As to Birch activities, local people are too tired of fighting them to endure further recital of the underhanded methods they use – nameless phone calls at 2 a.m., unsigned dirty letters, rumors of Communism against school teachers and ministers who cross them.
Further in the Tribune's amazing supplement is the “Big Lie” charge that all the attacks on the JBS stem from an article in the Communist “People's World” of Los Angeles, for February 25, 1961.
Welch's memory is short. In his bulletin for August of 1960, he raved about “the series of newspaper attacks” on his group. In his September, 1960 issue, he wrote, “For the past five weeks – it seems like five months – The John Birch Society has lived through one massive smear campaign on a national scale, and several regional attacks...” In his February, 1961 bulletin he wrote, “We have given up all hope of avoiding publicity, either good or bad.”
Still he can write, in the Chicago Tribune, “The opening official attack against the Society came on February 25, 1961, in “People's World,” an official Communist newspaper... Much of the press picked up on the chant, spreading the falsehoods across the nation in a few short weeks.” Such a man simply fails to comprehend the meaning of truth.
Next we find the California Senate Investigation. It is obviously a put-up job. Two out of the five Senators taking part were listed as deceased at the time the report came out in 1963. (Look closely, it is on the cover.) Two Birchers out of the remaining three apparently outvoted the third Senator, and there you are. On the same page is another flat lie, an attempt to deny that Welch's major book “The Politician” is a publication of the Society, and an attempt to deny that in it he says that Dwight Eisenhower was a Communist. If it is not their publication, why do they print and distribute it? As to the denial about Eisenhower, this writer has a copy of the book and has read every word in it twice, and has marked exactly twenty-four quotations in that book where Welch says in plain and unmistakable language that Eisenhower was a Communist and sold our country to the Soviet enemy.
Their list of five “National Leaders” include four too contemptible to mention; the fifth is J. Edgar Hoover, and his statement is subtitled “should not be interpreted as an endorsement of the John Birch Society as the FBI endorses no organization.”
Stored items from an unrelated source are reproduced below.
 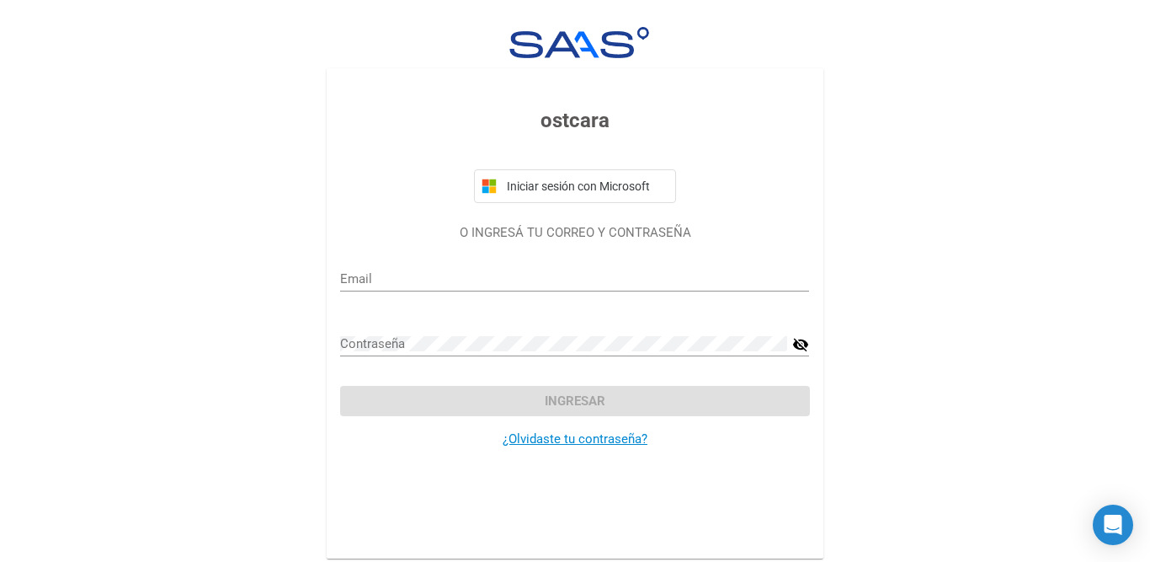 What do you see at coordinates (801, 344) in the screenshot?
I see `mat-icon: visibility_off` at bounding box center [801, 344].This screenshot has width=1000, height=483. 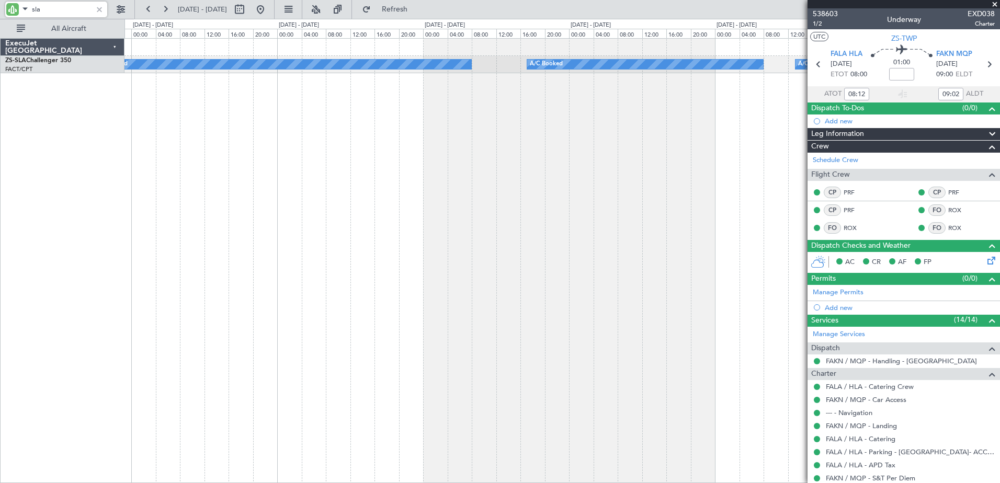 I want to click on span: ATOT, so click(x=833, y=94).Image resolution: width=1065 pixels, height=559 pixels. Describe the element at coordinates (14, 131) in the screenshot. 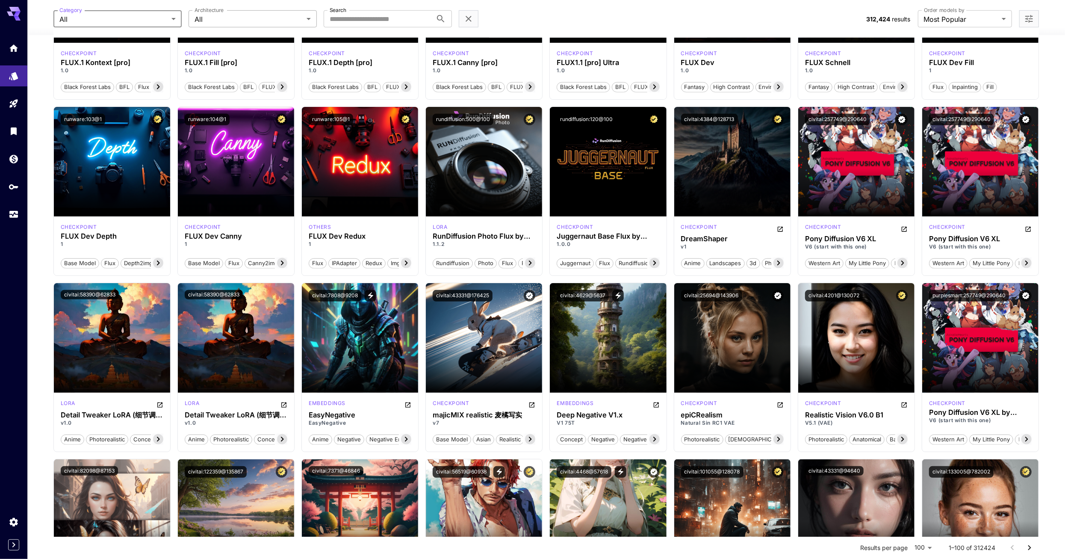

I see `div: Library` at that location.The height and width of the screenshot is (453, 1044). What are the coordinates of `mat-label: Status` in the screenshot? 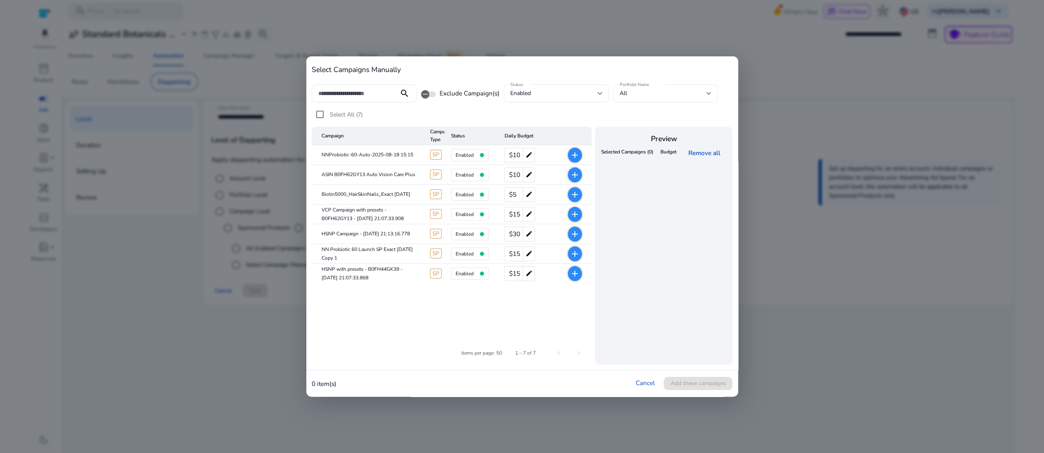 It's located at (517, 85).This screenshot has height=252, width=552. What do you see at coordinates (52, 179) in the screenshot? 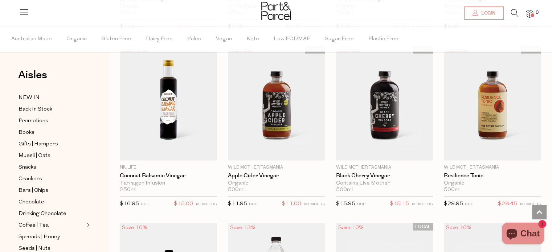
I see `a: Crackers` at bounding box center [52, 179].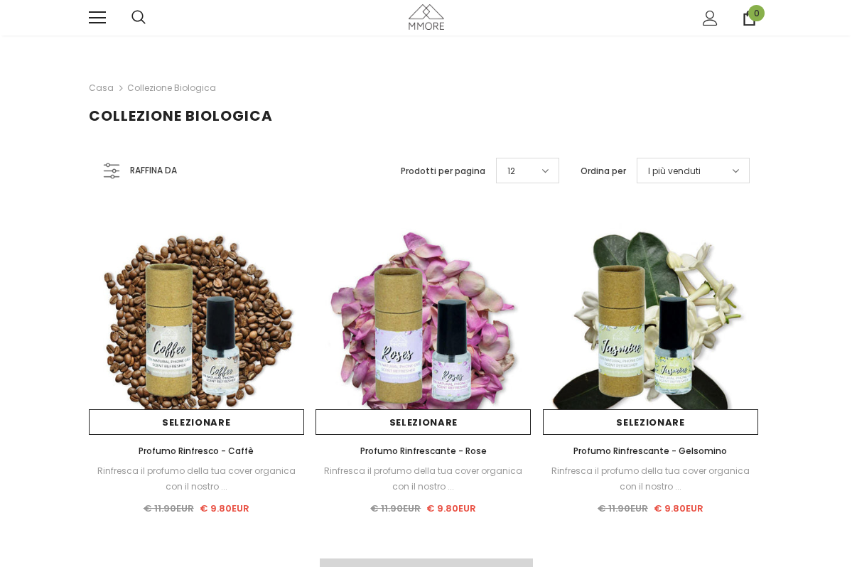 The width and height of the screenshot is (852, 567). Describe the element at coordinates (423, 451) in the screenshot. I see `a: Profumo Rinfrescante - Rose` at that location.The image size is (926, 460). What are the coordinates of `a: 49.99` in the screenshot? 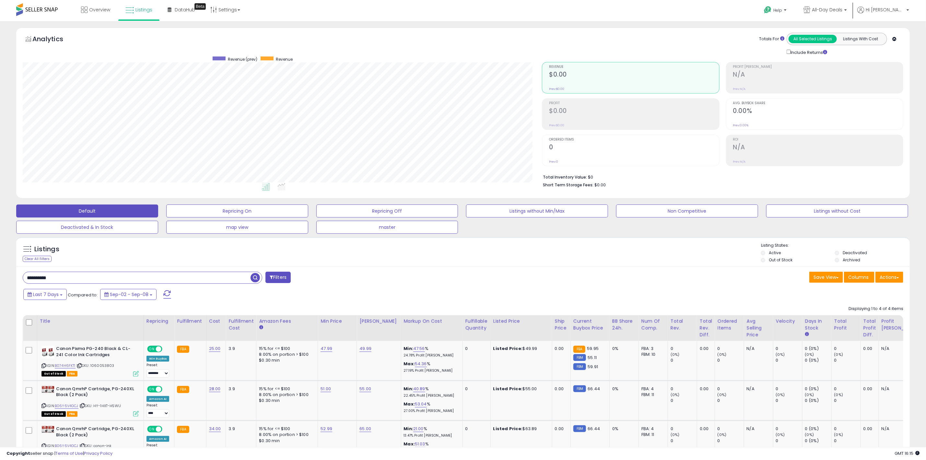 It's located at (365, 348). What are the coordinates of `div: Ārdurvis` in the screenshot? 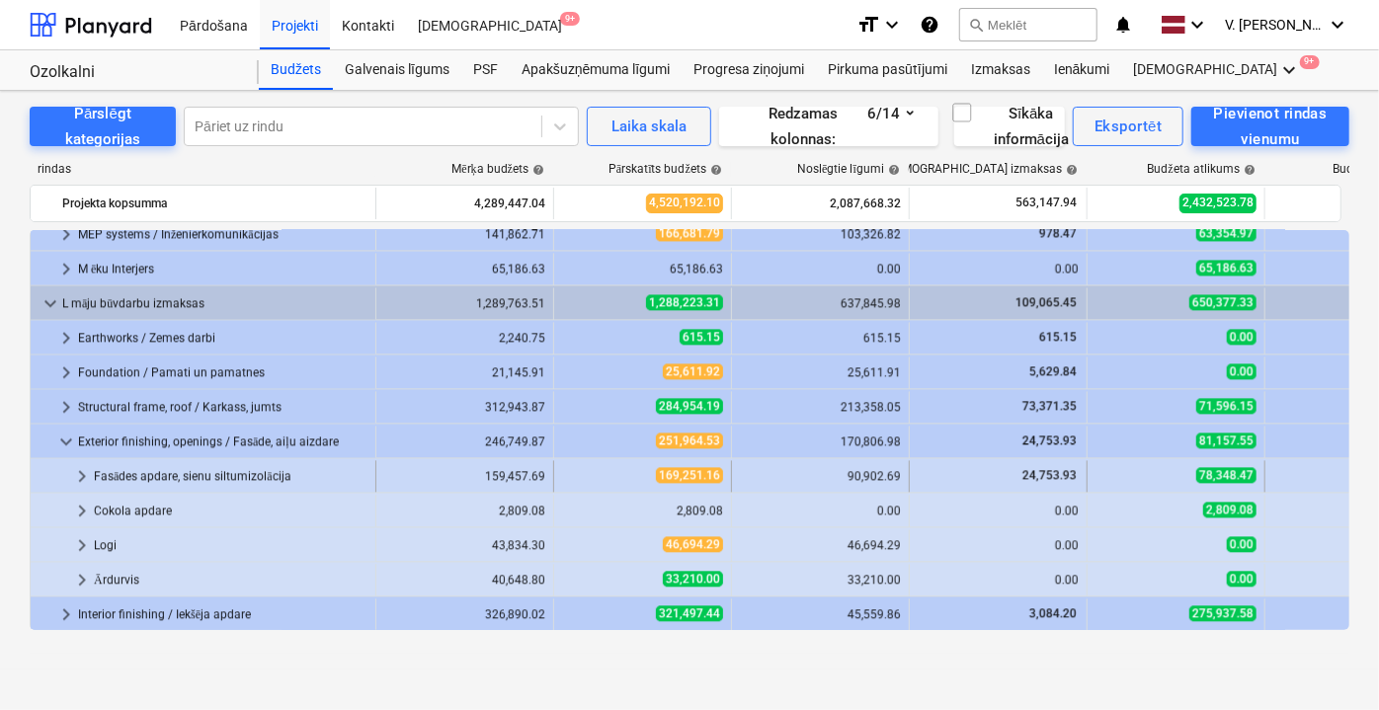 It's located at (230, 580).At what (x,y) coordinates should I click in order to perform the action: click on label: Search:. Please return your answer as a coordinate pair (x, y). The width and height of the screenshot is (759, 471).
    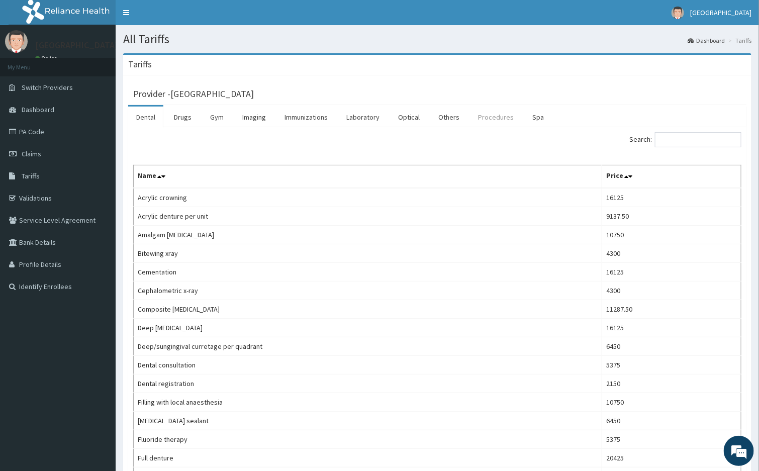
    Looking at the image, I should click on (685, 140).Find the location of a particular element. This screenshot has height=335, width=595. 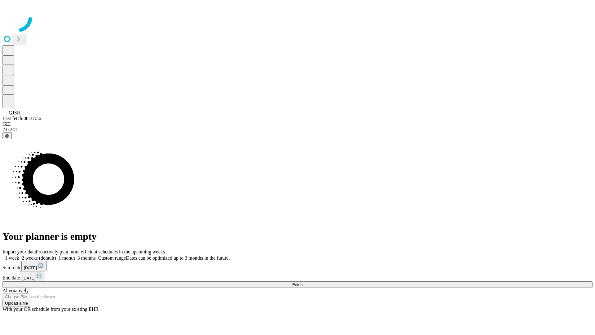

div: Start date is located at coordinates (298, 266).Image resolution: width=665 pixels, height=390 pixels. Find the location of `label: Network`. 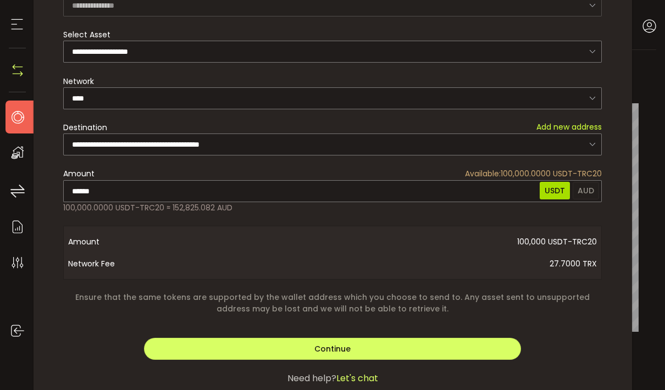

label: Network is located at coordinates (82, 81).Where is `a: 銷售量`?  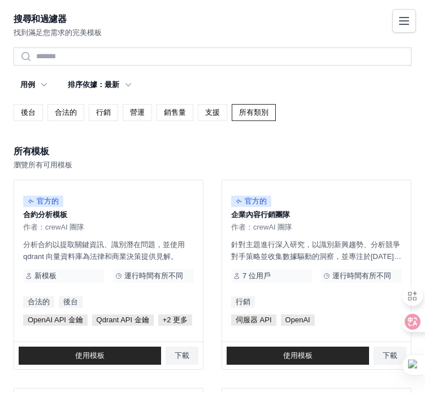
a: 銷售量 is located at coordinates (175, 113).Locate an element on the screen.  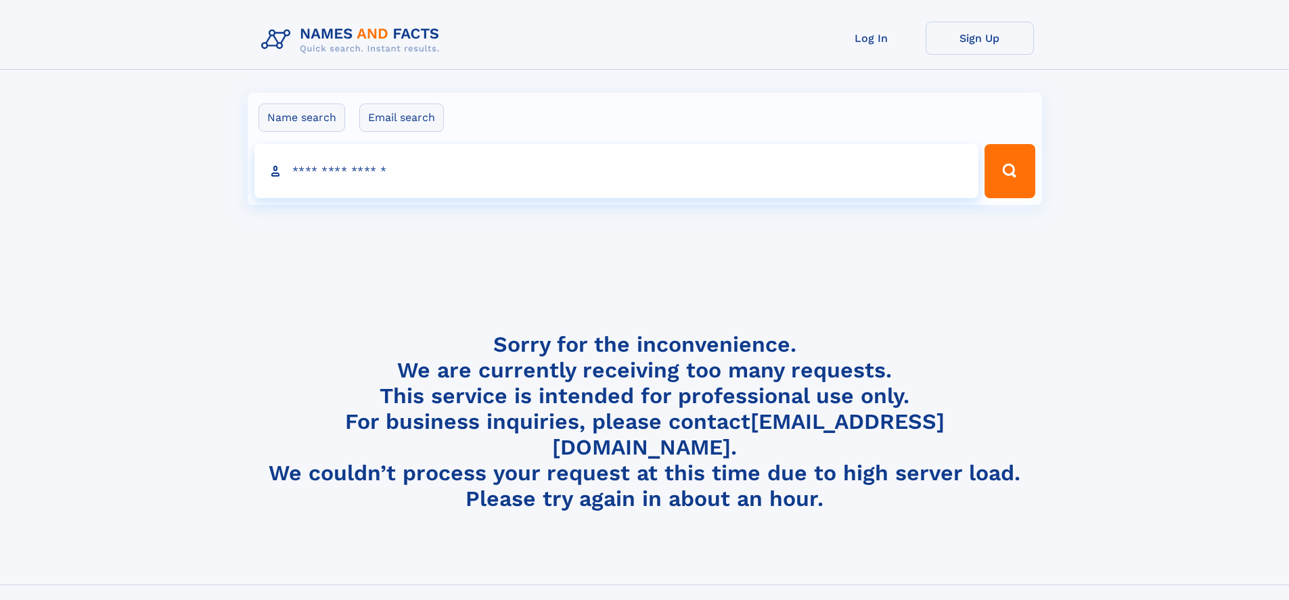
a: Log In is located at coordinates (872, 38).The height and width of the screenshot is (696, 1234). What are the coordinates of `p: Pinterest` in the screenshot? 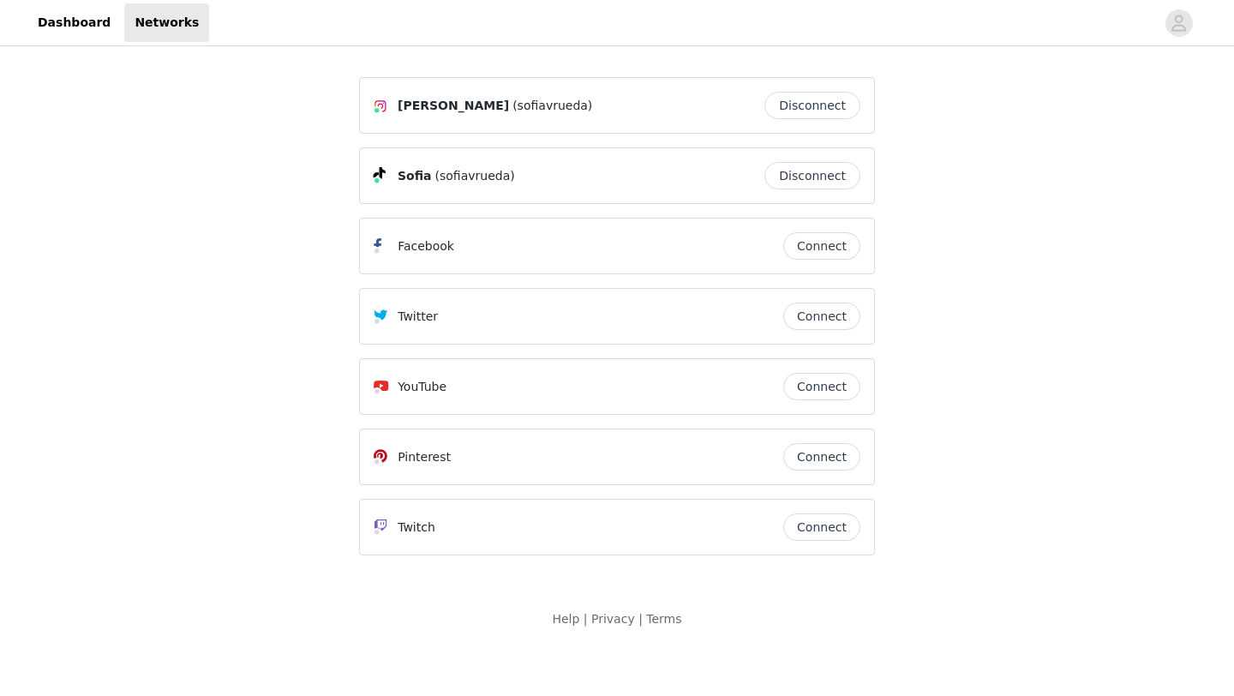 It's located at (424, 457).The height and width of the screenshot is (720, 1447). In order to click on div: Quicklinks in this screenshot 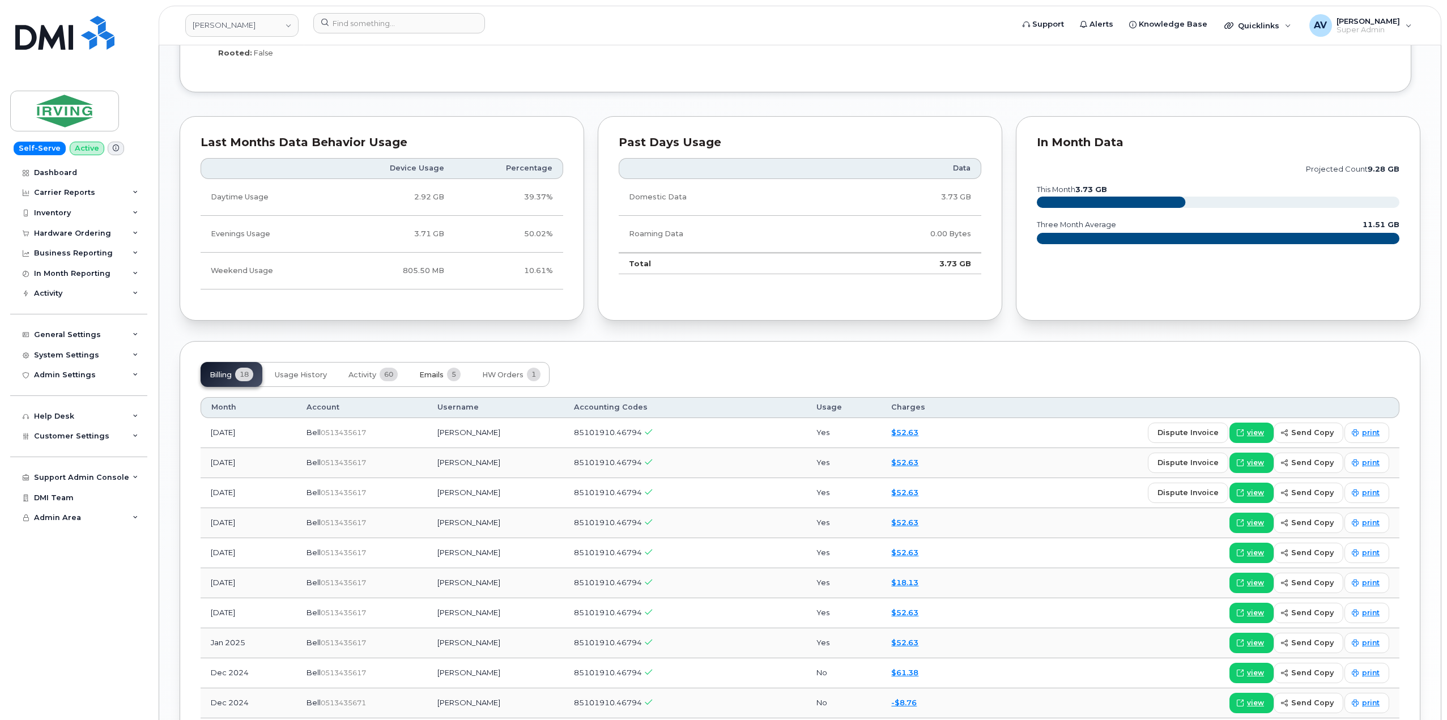, I will do `click(1258, 26)`.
We must not fail to mention their American Opinion Speakers Bureau, which keeps a kennel full of wild men to turn loose upon the public. Take Mr. Theodore Jackman. Two years ago, Senator Kuchel (Rep.) of California discovered people in California were being panicked by a speaker who claimed that 15,000 United Nations troops, including barefoot cannibals from the Congo, were being trained in Georgia, under a Russian colonel, for the purpose of taking over the United States. The speaker was Mr. Theodore Jackman, of Greenville, South Carolina. On a direct challenge from Kuchel, the Birch Society denied they had ever heard of the man... but senator Kuchel discovered that his name was listed as a speaker for their speaker's bureau, on printed material which was in circulation at that very time!
On the back of the $37,000 supplement which the Tribune has chosen to inflict upon its readers is a heart-gripping full-color shot of a group of people saluting the flag. “Men and women of integrity and purpose building rededication to God, to family, to country, and to strong moral principles.”
Permit us another quote: “No other group of people ever loved America more... or understood it less!” This is the kindest summation we have heard of the Birchers. Thank God their numbers are no greater than those of their reverse twins, the Communists; each group numbers about then thousand members in America. Many of the Birchers are deeply sincere and troubled people. Many more are outright kooks and fanatics, authentic Americans who worship Hitler's dream without quite knowing it.
They have become absurd and almost pitiful... until they lay hands on $37,000 and find a newspaper unscrupulous enough to take it for a “Report on the John Birch Society.”